The definition
A parent carer is a parent or step-parent who provides regular, substantial unpaid care to a disabled child. “Disabled” uses the broad Equality Act definition: a physical or mental impairment with a substantial, long-term effect on the child’s ability to carry out normal day-to-day activities. Most parent-carers do not think of themselves as carers; they think of themselves as parents managing more than the average load.
The category includes parents of autistic children, children with ADHD, sensory processing differences, severe anxiety, physical disability, type 1 diabetes, complex medical needs, Down syndrome, cerebral palsy, school refusal, and many other conditions. It is not limited to children with formal diagnoses.
How many parent-carers are there in the UK
Carers UK estimates that 1 in 7 UK employees is a carer of some kind. Of those, parent-carers of disabled children are the largest single group. Over 1.7 million children in English schools are identified as having Special Educational Needs and Disabilities (SEND) DfE — each has at least one parent in or near the workforce.
Why this is a useful workplace category
Parent-carers are protected under the Equality Act 2010’s associative-discrimination provisions, are eligible for the Carer’s Leave Act 2023 unpaid week, and have day-one flexible-working rights. They are also the cohort most likely to be quietly leaving senior roles in their 30s and 40s because the SEND system is impossible to navigate alongside full-time work. Identifying them as a group is the first step in designing benefits that actually retain them.
Where the law comes from
Related
This page is general information, not clinical or legal advice.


## Action item
Could you count the lines below that include the word "content" and give only the number?

## Data to use
------------------------

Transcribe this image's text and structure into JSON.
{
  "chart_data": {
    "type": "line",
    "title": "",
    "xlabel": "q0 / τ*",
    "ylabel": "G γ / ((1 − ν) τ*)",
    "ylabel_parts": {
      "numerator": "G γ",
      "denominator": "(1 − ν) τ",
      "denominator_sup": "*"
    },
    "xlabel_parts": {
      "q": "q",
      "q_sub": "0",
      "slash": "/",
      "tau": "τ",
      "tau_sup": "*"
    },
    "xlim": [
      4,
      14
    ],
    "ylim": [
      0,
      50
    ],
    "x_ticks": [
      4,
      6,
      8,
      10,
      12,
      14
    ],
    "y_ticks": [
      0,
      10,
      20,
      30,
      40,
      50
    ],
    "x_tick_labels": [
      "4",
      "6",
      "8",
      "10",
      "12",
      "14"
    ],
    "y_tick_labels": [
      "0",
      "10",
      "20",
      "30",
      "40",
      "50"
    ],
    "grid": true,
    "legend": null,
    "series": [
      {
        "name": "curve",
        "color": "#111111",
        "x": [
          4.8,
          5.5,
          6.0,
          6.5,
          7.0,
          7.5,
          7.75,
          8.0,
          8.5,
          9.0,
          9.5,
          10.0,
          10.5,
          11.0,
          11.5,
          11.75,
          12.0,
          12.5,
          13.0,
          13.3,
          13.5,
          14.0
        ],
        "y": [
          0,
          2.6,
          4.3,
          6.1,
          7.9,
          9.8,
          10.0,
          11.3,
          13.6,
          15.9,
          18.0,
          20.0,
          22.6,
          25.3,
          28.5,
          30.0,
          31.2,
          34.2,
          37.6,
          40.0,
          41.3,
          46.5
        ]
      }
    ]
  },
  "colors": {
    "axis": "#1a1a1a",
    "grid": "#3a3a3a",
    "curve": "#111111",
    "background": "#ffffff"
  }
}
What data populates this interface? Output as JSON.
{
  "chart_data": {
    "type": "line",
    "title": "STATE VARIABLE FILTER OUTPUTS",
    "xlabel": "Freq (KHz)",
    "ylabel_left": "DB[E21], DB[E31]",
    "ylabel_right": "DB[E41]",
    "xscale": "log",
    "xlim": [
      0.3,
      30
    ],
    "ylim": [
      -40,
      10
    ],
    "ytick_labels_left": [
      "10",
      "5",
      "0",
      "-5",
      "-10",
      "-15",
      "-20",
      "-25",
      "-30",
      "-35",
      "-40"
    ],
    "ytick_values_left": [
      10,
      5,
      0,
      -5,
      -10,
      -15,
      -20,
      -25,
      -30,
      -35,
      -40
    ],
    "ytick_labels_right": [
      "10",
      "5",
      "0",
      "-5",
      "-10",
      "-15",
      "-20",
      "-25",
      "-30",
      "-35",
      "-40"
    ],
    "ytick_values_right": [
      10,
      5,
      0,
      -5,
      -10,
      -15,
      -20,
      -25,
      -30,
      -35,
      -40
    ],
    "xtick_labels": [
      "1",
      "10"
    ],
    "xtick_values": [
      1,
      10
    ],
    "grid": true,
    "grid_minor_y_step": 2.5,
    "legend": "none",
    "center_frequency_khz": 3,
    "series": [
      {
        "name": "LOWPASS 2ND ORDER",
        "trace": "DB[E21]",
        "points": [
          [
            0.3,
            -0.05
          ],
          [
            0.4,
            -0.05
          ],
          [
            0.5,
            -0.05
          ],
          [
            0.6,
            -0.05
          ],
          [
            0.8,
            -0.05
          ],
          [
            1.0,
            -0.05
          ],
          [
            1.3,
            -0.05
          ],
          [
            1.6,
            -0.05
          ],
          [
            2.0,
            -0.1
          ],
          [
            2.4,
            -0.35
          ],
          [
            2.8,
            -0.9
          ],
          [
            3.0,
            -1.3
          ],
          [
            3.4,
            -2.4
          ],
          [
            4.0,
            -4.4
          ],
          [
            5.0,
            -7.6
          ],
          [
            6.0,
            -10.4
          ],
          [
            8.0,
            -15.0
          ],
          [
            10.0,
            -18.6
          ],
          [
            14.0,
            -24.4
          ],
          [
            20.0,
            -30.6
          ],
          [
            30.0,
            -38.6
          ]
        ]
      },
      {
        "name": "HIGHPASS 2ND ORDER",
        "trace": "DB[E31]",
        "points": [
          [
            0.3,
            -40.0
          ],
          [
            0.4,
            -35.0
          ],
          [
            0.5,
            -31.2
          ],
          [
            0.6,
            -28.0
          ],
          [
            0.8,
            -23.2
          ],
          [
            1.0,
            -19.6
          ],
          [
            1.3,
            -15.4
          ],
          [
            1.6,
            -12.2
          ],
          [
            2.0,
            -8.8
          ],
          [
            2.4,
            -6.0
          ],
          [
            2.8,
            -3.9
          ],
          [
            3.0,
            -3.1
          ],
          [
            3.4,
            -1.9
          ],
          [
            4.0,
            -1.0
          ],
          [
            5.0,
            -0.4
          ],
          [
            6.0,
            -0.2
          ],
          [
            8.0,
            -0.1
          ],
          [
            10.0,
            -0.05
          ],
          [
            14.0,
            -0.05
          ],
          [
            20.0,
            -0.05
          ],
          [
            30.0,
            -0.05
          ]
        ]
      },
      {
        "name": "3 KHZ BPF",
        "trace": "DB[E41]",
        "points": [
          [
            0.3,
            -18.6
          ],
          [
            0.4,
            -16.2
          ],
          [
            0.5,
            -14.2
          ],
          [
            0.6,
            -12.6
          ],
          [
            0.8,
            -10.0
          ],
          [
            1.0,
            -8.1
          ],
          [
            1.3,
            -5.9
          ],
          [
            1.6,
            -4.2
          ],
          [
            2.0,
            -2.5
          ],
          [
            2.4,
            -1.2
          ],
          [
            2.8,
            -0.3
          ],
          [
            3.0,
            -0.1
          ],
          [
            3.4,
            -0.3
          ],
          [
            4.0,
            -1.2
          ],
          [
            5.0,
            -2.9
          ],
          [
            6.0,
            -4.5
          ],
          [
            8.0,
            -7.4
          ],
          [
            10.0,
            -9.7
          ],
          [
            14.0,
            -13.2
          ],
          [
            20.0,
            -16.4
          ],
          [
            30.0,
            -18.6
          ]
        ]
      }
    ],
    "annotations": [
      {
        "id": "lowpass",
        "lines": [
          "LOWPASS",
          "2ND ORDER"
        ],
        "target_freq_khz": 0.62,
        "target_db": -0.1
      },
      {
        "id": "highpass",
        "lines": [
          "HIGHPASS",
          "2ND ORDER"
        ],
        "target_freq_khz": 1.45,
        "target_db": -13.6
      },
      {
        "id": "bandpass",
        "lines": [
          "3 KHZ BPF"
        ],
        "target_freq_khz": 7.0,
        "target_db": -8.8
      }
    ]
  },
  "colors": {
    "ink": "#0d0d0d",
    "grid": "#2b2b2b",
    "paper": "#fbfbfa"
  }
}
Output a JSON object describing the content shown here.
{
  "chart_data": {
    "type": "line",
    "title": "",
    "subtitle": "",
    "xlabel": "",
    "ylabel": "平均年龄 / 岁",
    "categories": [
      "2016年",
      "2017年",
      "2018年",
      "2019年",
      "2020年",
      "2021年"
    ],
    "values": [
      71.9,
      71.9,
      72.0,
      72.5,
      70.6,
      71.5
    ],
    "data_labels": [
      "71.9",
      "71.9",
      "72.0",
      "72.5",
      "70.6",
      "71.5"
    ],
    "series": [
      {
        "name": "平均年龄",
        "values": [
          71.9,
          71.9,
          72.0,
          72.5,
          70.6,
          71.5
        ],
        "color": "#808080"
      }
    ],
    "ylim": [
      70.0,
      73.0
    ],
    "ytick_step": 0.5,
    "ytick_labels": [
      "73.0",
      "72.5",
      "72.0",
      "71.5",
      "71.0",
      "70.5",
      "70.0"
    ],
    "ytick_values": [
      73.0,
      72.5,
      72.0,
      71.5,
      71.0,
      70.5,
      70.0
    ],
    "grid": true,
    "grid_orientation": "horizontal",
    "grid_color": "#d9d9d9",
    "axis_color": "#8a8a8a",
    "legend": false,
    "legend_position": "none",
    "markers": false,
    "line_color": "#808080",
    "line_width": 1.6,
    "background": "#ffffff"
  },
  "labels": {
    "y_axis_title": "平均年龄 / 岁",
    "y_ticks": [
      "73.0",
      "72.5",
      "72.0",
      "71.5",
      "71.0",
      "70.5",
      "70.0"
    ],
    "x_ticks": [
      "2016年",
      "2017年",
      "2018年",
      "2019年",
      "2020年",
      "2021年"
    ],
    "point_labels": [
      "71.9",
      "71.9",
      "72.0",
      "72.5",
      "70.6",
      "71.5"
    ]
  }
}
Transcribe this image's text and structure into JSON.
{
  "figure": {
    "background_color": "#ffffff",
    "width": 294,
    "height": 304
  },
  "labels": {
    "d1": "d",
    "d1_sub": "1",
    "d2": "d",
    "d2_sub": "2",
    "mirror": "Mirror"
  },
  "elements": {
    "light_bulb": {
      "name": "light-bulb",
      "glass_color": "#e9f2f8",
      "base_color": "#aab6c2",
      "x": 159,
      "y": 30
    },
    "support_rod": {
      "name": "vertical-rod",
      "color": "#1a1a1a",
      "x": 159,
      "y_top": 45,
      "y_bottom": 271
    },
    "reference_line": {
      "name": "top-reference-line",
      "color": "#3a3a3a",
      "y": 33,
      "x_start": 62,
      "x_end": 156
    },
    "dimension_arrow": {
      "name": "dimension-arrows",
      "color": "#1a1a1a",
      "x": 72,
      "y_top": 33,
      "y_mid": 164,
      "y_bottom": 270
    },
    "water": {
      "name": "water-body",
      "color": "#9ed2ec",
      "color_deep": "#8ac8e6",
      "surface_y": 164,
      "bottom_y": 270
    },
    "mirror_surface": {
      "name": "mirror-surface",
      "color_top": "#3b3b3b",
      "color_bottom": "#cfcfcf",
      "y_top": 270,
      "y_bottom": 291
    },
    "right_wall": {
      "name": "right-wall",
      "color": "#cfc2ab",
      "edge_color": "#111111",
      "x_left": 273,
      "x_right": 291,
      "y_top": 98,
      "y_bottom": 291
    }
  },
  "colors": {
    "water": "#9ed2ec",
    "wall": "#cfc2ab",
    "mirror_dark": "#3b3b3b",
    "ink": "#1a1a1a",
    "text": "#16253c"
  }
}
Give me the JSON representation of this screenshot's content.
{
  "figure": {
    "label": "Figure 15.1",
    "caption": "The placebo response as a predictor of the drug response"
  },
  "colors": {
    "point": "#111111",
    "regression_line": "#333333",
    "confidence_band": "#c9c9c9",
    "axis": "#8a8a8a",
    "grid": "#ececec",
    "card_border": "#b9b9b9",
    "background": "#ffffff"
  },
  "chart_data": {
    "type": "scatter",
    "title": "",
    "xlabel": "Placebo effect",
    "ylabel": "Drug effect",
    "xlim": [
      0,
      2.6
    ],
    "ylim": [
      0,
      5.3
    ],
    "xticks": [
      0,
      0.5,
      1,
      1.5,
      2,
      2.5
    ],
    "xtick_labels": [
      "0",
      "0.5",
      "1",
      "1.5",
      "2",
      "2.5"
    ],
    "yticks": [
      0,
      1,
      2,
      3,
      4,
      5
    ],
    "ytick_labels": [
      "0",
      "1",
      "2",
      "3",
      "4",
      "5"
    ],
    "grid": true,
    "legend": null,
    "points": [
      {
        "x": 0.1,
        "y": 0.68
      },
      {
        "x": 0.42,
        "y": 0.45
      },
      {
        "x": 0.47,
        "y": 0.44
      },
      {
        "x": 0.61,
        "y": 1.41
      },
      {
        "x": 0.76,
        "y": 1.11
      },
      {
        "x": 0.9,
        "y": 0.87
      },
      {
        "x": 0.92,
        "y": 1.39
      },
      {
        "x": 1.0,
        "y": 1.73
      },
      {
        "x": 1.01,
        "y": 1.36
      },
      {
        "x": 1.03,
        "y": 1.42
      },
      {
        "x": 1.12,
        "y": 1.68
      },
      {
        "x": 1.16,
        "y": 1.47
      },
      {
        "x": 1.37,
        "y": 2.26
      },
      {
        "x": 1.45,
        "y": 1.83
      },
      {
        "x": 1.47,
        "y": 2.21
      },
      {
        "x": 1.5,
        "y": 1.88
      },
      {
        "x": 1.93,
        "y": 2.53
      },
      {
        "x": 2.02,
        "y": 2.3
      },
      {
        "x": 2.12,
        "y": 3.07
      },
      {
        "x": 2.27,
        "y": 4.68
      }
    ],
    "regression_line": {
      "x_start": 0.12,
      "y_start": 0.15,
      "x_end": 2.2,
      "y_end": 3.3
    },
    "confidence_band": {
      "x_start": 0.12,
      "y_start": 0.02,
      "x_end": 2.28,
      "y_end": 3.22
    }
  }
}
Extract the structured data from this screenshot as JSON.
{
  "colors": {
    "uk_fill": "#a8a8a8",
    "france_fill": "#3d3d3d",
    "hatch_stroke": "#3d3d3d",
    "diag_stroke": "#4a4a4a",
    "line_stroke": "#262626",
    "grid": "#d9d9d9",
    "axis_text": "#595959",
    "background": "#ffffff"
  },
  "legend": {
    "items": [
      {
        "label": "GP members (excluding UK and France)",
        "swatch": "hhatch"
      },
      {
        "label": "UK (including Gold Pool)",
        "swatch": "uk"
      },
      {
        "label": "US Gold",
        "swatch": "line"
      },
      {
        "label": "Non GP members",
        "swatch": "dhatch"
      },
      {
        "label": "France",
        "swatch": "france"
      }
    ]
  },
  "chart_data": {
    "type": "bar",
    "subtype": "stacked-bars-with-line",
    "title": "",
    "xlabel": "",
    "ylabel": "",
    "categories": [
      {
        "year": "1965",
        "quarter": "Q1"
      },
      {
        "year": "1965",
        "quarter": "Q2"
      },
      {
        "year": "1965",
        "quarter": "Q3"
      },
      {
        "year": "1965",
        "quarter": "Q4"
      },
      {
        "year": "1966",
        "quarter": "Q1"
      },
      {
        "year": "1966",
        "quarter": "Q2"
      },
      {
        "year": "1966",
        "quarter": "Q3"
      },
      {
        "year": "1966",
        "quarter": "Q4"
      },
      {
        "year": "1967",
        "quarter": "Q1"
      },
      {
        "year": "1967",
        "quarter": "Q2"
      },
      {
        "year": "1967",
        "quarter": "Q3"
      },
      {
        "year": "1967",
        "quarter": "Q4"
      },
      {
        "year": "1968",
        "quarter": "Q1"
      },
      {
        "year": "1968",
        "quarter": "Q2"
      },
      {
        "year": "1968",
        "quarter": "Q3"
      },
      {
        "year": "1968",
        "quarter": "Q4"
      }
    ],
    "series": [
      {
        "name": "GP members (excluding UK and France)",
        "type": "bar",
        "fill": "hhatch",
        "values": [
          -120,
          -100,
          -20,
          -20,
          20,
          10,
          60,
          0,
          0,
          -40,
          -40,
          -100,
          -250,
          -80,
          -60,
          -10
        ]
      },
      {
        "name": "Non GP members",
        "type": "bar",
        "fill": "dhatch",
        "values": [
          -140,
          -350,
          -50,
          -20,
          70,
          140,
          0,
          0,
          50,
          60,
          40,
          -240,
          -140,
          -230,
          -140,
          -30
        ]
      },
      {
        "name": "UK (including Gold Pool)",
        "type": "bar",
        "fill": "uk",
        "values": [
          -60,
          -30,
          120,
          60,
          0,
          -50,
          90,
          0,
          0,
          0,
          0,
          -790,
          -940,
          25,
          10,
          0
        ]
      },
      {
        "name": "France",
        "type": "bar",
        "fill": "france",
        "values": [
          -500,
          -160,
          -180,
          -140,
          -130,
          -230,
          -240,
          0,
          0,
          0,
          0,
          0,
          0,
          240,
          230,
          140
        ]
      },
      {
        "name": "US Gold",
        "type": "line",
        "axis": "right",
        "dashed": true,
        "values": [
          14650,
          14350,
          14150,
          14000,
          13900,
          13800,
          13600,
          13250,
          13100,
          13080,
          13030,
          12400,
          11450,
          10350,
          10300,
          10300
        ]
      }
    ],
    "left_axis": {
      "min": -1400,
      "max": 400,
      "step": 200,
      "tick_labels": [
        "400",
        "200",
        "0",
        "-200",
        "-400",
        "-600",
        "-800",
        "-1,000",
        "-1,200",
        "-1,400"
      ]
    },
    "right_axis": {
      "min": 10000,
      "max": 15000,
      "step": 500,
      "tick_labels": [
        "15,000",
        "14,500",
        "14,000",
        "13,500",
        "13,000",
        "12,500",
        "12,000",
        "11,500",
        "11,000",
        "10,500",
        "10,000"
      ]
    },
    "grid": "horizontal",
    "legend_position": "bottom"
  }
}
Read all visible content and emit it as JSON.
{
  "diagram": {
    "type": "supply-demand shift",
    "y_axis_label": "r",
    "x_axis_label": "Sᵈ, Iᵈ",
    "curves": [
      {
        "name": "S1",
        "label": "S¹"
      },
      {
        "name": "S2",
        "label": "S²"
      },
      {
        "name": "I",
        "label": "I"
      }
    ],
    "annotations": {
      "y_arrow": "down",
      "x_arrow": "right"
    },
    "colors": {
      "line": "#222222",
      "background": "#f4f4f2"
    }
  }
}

------------------------

## Task solution
3